Leave What You Need Behind: A Review Of Bravo! By Sorry Girls

By Berlinda Recacho

I was rewatching Hal Hartley's short film Theory of Achievement (1991) and at the moment a frustrated but passionate Bill Sage shouts "Meaning is differential!" I had an epiphany. Onscreen this declaration prompts his idealistic socialist girlfriend Elina Lowensohn to slap him and lock herself in the bathroom of their sublet apartment until he promises to quit his deadbeat job which pays the rent, but kills his soul. And that's what I suddenly understood: what we get out of anything -- whether we're acting in a movie or watching it, making music or listening to it -- depends on personal circumstances and relevant factors. I didn't fully realize that the Montreal-based duo Sorry Girls' lovely new album Bravo! is a song-cycle about recovering from a failed relationship until I had listened to it all the way through several times. Heather Foster Kirkpatrick's vocals are warm and inviting, painting the scenery with shades of Nicolette Larson, Maria McKee, even early Madonna. That her voice feels familiar is part of its disarming power. She could be your interior narrator, tracking through similar errant choices in your own life. Songs about heartbreak are a dime a dozen -- just scratch the surface and find all the misery you care to steep in. Fewer and farther between are the songs that ask you to dig deeper to uncover your source of strength. The latter are what Kirkpatrick and bandmate Dylan Konrad Obront present as confessional meditations about picking up the pieces and moving forward, set to a retro pop beat.

I gravitate toward clever lyrics, and I can be snobbish about repeated lines and onomatopoeia like "oohs" and "yeahs" and "aahs". But on Bravo!, what at first glance appears simple is made dimensional by Kirkpatrick's resonant voice, supported by Obront's clever production. Words are imbued with first-person, been-there weariness, but also resolve and tenacity through the arrangements of keyboard, drums, guitar, and even woodwind and brass. Harnessing the words, pulling them apart, stretching the syllables into sounds, repeating through echoes, breaking passages into unexpected verses, making the lyrics add to the rhythm. There is a lovely complexity that happens in the performance, holding back with restraint and then opening up strategically for the most impact.

Kirkpatrick sings about insecurity with the confidence of someone who knows from experience. She upends the trope of the coy female voice giving ironic advice, like leaving a lover in "The Exiles" with a sage parting line: "You know I can't be/a mother to you and the mother of me." Alluding to the Biblical story of Lot's wife, who cannot resist looking back on the destruction of Sodom and Gomorrah and is turned into the eponymous "Pillar of Salt", Kirkpatrick resists wallowing in the rubble of the past: "I'm turning all my fear/All my damage and all my debt to dust/Never gonna look back again" while a saxophone solo bridges chorus and verse. "This heartache feeds the pain your demons need" she sings in "Other Side", amid disco string flourishes and cool keyboard sequences. In "Sorcery", the repeated phrase "it's a weird world" enters a house of funhouse mirrors, stretching and folding in on itself before Kirkpatrick admits, "I try to run from my feelings/but I'm tripping as I dance." "Prettier Things" is the key to the album, pitting edgy and confrontational verses against a haunting melody that leads to the sweet exhalation of the chorus:

"Leave what you need behind for/prettier things
All those days are gone/long gone, no
I can't justify just barely holding on
I'm so terrified but everyday I'm getting stronger"

Hal Hartley ends Theory of Achievement with the enlightened realization that "Love is a form of knowledge." Similarly, Bravo! -- as an album title -- is a literal response, applauding the end of one thing before the beginning of another. It is full of musical affirmations, reminding you that your painful choice now is ultimately the right one for the future. Its allure lies in the delivery, rich in late Seventies/early Eighties soft rock production values, like echoed call-and-response. Kirkpatrick comes to the realization in "Used to Be": "And it's just me in the ring/It's just me I'm fighting/When will I be forgiven?" Deceptively mellow at times but always heartfelt, these songs chronicle standing on your own, being for the benefit of yourself and no one else.

Bravo! by Sorry Girls is out now. Details below.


- Action item:
Scan each line of the entries below for the word "Cases" and count the ones where it appears. The answer is that number alone.

- Input for this task:
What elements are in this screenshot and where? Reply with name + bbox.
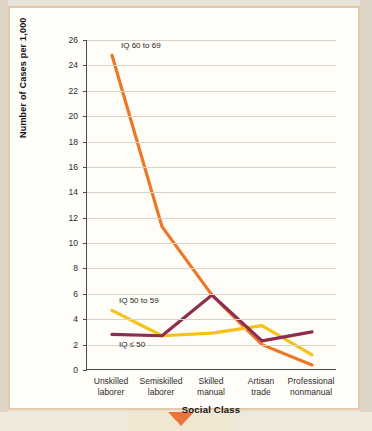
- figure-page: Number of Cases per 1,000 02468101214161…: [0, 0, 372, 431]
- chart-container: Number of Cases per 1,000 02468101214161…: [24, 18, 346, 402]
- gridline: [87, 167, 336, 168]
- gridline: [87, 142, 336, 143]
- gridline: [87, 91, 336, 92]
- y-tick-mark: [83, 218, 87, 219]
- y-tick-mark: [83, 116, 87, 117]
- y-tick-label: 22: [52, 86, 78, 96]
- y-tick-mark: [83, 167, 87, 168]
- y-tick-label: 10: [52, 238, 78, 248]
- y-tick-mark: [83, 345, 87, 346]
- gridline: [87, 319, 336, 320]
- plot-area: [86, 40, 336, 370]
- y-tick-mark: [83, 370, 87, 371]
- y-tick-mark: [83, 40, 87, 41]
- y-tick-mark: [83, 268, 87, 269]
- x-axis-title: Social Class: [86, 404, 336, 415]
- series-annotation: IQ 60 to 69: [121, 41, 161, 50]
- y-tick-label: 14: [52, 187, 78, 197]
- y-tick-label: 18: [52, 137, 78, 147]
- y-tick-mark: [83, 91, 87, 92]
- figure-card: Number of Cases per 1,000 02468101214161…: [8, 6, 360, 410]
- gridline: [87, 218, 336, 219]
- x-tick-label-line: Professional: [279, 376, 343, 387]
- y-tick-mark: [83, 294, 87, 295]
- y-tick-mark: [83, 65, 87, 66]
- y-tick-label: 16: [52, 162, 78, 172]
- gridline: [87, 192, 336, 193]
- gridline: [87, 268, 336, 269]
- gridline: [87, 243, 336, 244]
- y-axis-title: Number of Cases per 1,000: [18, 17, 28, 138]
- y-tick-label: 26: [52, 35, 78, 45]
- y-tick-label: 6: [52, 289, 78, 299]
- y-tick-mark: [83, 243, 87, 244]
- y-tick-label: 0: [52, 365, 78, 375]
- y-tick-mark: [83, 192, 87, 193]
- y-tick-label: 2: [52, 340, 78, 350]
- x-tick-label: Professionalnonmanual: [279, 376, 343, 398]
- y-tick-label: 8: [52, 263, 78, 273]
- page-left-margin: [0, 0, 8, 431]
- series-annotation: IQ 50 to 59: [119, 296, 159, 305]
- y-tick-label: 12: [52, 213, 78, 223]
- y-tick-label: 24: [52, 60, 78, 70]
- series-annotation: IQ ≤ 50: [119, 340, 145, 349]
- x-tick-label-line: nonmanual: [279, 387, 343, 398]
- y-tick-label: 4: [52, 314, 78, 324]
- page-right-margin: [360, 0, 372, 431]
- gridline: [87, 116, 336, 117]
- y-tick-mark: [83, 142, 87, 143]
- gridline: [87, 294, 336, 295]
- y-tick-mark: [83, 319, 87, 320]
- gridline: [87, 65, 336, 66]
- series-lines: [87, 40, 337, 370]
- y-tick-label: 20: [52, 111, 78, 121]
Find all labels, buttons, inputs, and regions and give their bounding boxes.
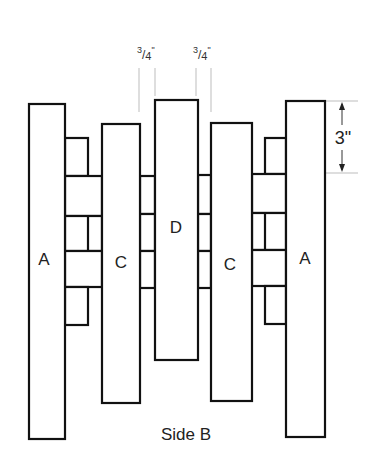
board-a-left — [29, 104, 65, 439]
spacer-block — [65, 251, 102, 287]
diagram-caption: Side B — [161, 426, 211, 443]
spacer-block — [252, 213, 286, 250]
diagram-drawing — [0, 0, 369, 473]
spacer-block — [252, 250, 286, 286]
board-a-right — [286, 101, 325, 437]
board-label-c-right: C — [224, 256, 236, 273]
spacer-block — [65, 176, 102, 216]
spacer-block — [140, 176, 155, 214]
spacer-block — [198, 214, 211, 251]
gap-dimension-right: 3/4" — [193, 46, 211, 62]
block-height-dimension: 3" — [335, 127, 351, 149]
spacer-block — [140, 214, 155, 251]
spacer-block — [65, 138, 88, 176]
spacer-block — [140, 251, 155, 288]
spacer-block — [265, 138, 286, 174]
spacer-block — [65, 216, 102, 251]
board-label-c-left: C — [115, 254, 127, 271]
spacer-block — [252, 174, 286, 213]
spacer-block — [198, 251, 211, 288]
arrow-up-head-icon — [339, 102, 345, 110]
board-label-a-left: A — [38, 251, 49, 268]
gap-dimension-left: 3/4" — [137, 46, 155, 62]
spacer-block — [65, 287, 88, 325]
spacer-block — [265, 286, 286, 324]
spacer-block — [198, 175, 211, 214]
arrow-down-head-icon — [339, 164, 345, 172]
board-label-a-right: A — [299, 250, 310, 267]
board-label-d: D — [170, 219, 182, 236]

...

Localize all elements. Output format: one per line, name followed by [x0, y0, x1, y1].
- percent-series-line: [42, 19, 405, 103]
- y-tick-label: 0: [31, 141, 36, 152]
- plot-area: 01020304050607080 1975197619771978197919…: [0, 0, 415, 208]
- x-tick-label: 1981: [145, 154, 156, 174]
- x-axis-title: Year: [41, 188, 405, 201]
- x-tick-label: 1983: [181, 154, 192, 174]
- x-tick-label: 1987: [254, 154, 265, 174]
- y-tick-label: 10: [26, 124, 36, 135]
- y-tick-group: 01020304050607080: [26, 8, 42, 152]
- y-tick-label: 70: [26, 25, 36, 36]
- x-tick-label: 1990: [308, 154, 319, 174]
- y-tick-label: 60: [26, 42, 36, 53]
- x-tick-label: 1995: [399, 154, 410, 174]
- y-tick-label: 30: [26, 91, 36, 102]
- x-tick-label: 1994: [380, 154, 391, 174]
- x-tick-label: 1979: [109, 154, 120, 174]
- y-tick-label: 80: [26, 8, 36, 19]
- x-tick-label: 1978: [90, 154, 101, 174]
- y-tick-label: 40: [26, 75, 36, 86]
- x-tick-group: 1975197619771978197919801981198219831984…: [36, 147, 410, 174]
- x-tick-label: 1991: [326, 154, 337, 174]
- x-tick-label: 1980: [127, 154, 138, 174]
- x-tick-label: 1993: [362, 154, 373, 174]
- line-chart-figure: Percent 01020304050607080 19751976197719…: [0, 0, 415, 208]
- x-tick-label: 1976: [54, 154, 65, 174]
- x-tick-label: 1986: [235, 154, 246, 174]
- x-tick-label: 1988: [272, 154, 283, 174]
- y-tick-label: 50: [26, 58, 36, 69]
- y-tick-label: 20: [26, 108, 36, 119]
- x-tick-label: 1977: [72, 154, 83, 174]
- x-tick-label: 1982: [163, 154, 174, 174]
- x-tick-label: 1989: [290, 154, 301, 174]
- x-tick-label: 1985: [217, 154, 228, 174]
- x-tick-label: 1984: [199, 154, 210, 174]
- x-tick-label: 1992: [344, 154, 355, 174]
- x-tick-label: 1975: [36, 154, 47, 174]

- Response:
4